My buddy Jim and I sit in the same booth in the same bar where we first began gathering more than 35 years ago, when we were in grad school together. We sip our beers, catching up, swapping stories, laughing easily and often.

We’re both old, settled and respectable now.

There was a time, though, when we roamed around this river city on my motorcycle or in his ’67 Volkswagen Beetle. We closed some places down and, a time or two, didn’t make it back home until the sun was coming up.

We were a couple of shaggy roughs then, all angles and edges, young men trying to figure out and find their ways in the world. We shared a love of books and ideas, an attraction to smart, confident and capable women — we each ended up marrying two of the smartest, most confident and most capable women in the world — and a hunger for experience.

Some of the connection was deeper than that.

We were both the eldest children — the eldest sons — of what people in those days referred to as “broken” homes. We both had gone to work early, earning steady paychecks before we were old enough to drive. We both had learned young when to talk and when to keep our mouths shut, particularly around people who made judgments about things they didn’t understand.

There was a lot we didn’t have to explain to each other.

Always has been, for that matter.

I was a kind of renegade Protestant, an Indiana guy who came from a small Baptist college and saw St. Louis with a stranger’s eyes.

Jim is a St. Louis native, an Irish-Catholic boy who knew and knows this city like the beat of his own heart.

When we first met, he told me the secret to understanding St. Louis was realizing it was a very old city and that people’s stories here could reach back not just decades, but centuries. The next night, I chatted with a young woman who let slip that her ancestors had settled in the area in the 1700s.

And I knew I had come to a special place.

So it went.

Jim knew the history.

I saw the mystery.

Together, we found the magic in the familiar.

When we hung out, the laughs came often, the talks were frank, and the silences easy and companionable.

By day and into the early evening, we took and taught classes, jousting intellectually with the Jesuits who were our professors and fellow students, and scrambled after other part-time jobs the university prohibited but were the only things that kept us above the poverty line.

By night, we hung out with friends or traipsed around the city, engaging in bull sessions or flirting with the fairer sex in bars like this one.

Good days.

Good years.

Time passed. We moved forward, never without effort and often with setbacks.

When grad school ended, I came back to Indiana, launched my career and eventually married.

Jim stayed in St. Louis and built his life there.

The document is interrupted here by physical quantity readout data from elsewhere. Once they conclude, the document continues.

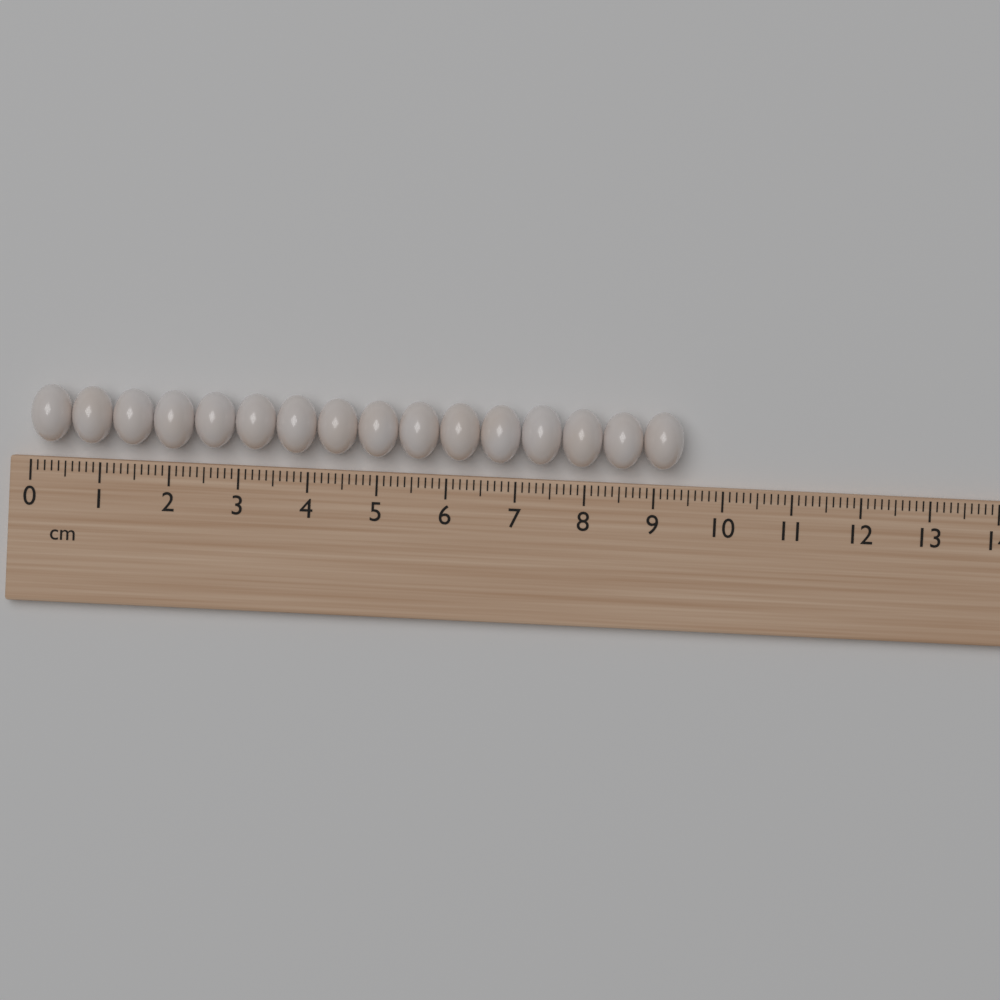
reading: 9.4 cm
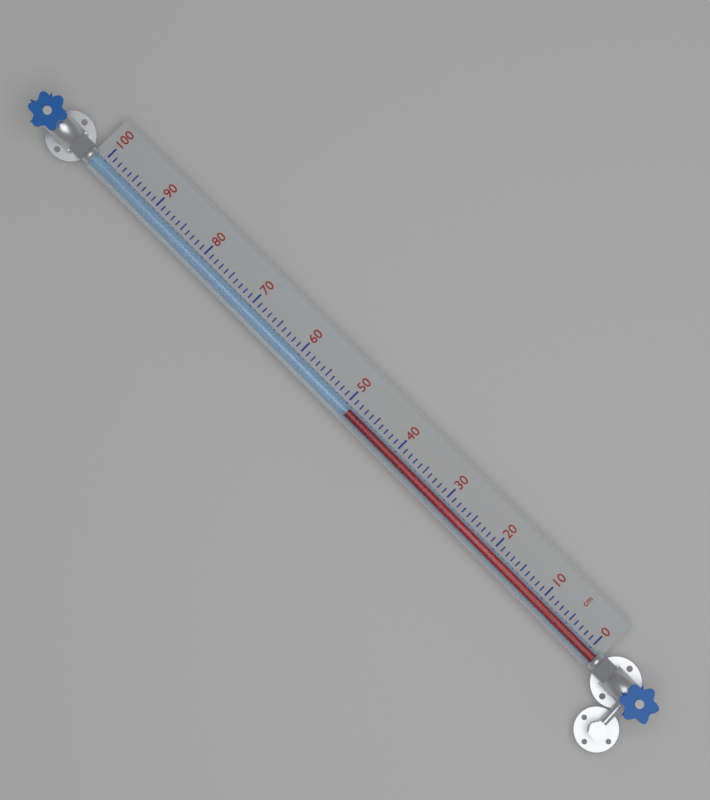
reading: 49 cm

We don’t see each other as often we’d like. We both have commitments, responsibilities, lives.

But, when we do, the laughs come often, the talks are frank, and the silences easy and companionable.

We talk now about our lives and our families. We tell variations of jokes that have amused us for nearly 40 years. We lift our pints to friends, acquaintances and former teachers who have passed. We lament the closing and disappearance of places where we spent our scrambling days.

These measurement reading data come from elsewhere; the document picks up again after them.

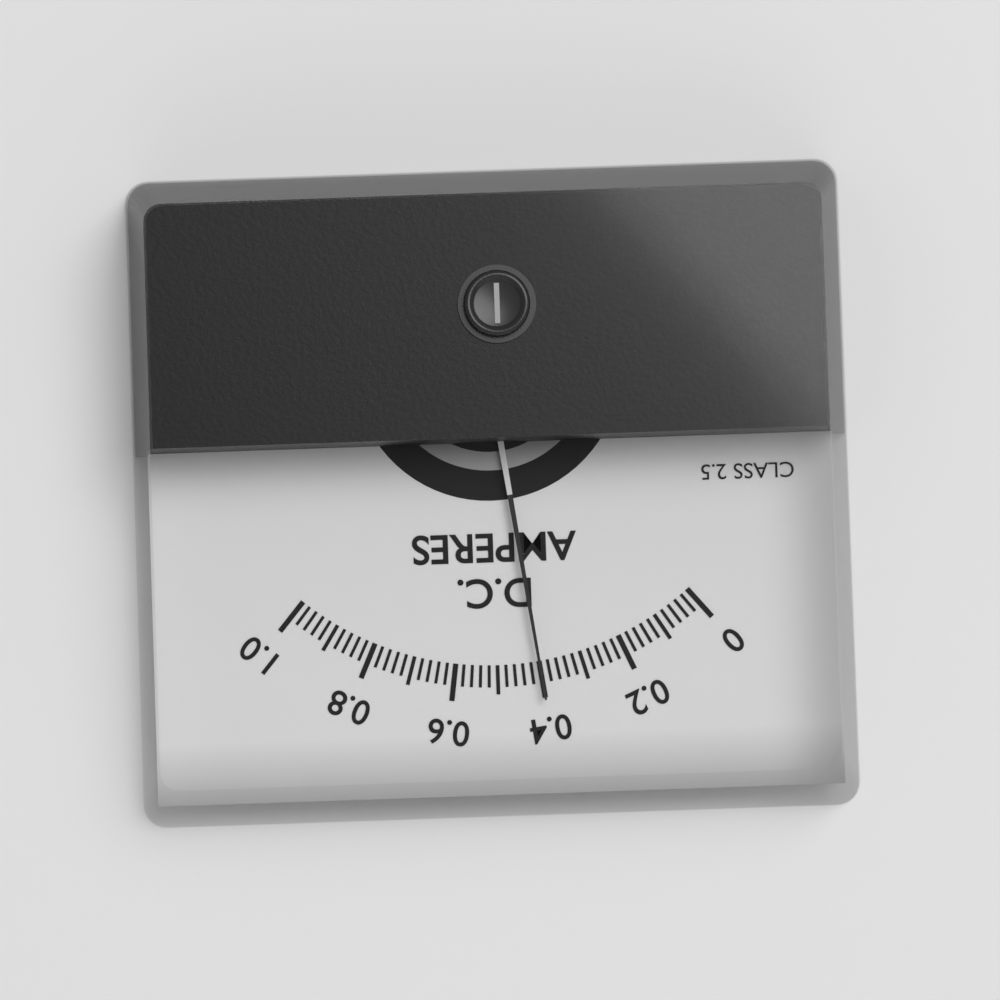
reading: 0.40 A
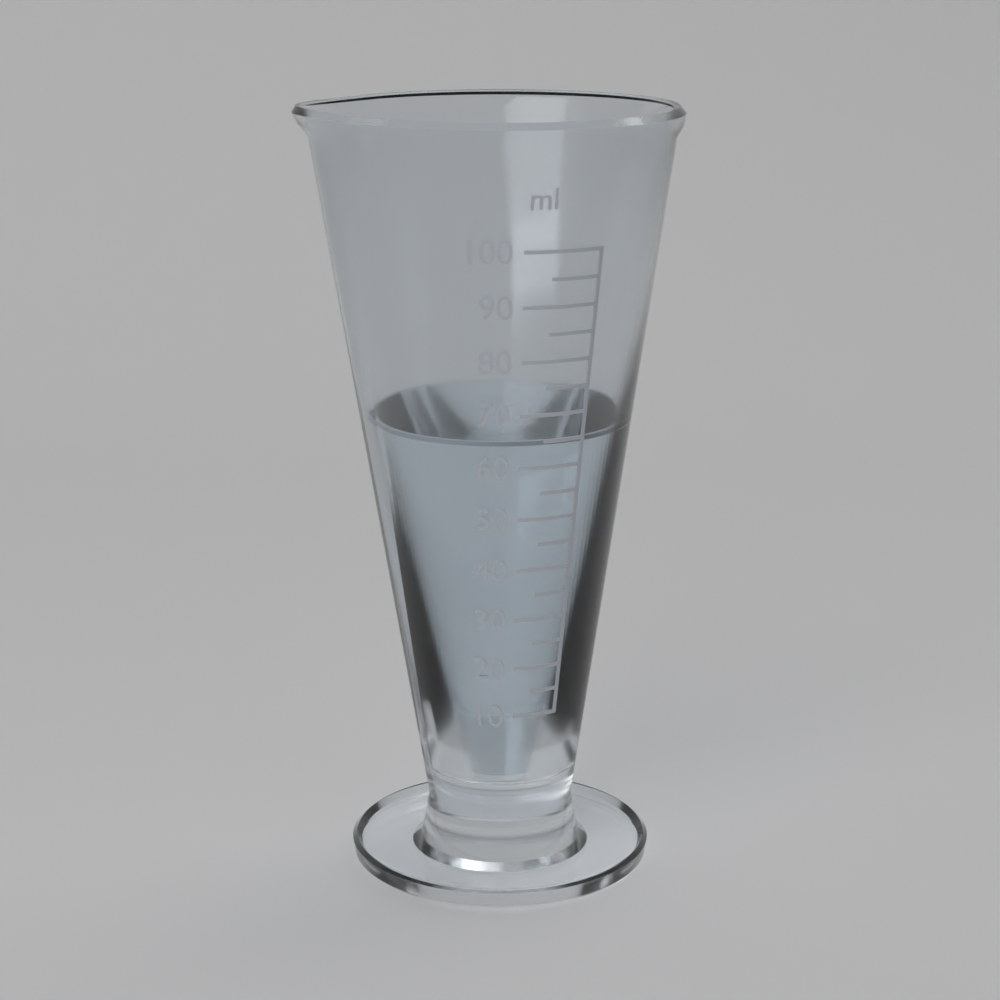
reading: 65 ml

“They didn’t even put up plaques in our honor,” I jest.

And we laugh.

So many things change with time.

But some things don’t.

Experience and gravity have left their marks on both of us.

We’re both old, settled and respectable now.

My buddy Jim and I sit in the same booth in the same bar where we first began gathering more than 35 years ago. We sip our beers, catching up, swapping stories, laughing easily and often.

Few things fit so comfortably or wear so well as an old friendship.

John Krull is director of Franklin College’s Pulliam School of Journalism, host of “No Limits” WFYI 90.1 Indianapolis and publisher of TheStatehouseFile.com, a news website powered by Franklin College journalism students. Send comments to [email protected].